Friday, January 10, 2020

The Socialist Party: Sticking to Principles

There are some men and women who accept socialist ideas but who rejected the position of the Socialist Party. They do so for reasons that seem to them convincing. They agree upon the fundamentals and the need for social change, that there must be a majority for socialism politically organised to gain democratic control of the machinery of government, taking it out of the hands of the capitalists.

However when faced with the reality of the millions of men and women, ignorant of socialist principles, faced with the immediate problems of getting a living, supporting the pro-capitalist parties, bedazzled by nationalism and patriotism, awed by the power and privileges of the rich, they despaired at turning their fellow-workers into a political party for socialism. They sought an alternative quicker way and chose to ease the hardships of the poor and improve capitalism to gain the gratitude of the people who would turn be more readily receptive to socialism.

They said to us in the Socialist Party: “You mean well and your case is logical, but logic is not enough. The slow, hard progress on the direct, uphill road to socialism is theoretically right, but impossible in practice. People being what they are we must leave the straight road and come back later on.”
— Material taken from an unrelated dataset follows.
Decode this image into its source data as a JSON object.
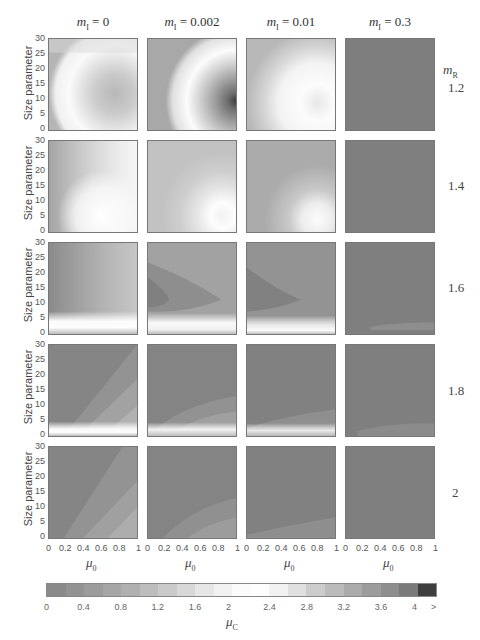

Those well-meaning, good-intentioned one-time socialists  re-planned and revised their political platforms. While retaining the socialist ideal they placed it as a far-off objective and instead concentrated on the immediate day-to-day bread and butter practical issues, like minimum wages, protecting the Welfare State. Naturally this takes up a lot of energy permitting less time for advocating socialism. It also meant being side-tracked from the socialist path and making opportunist alliances with pro-capitalists but only for a time, they said. The working class freed from the worry and misery of the extremes of capitalism would express interest in further social evolution and prove that the reformist way was the better way. 

We have had over a century now to evaluate that strategy and examine it under the light of experience.The promised reforms we have in profusion, though without weakening capitalism. The Labour Party is now wholly absorbed in task to win still further reforms, many of them the same ones that they promised to introduce quickly at the beginning. If the aim was to keep capitalism goingand to dissuade working people from demanding socialism, it has worked out very well. But some supporters of the Labour Party genuinely aim at socialismand the once attractive appeal of social reform has led only into the muddled mess of capitalist politics and now they are hopelessly bogged down in it. They have forgotten all about the road to socialism and the objective of putting an end to capitalism.  

Now the Labour Party is back where it started, looking for another cure for the social ills within capitalism. Reformism has not brought us any nearer to socialism  and it has exhausted whatever socialist interest there was originally in the minds of those who joined the Labour Party to reach a socialist society. So much so that the politicians inside the Labour Party have re-defined what their forebearers believed what socialism meant.

If all the energy devoted to chasing after reforms had been used instead to build up the socialist movement then the propertied class would have rushed forward all manner and shape of reforms in the hope, though a vain one, of buying it off.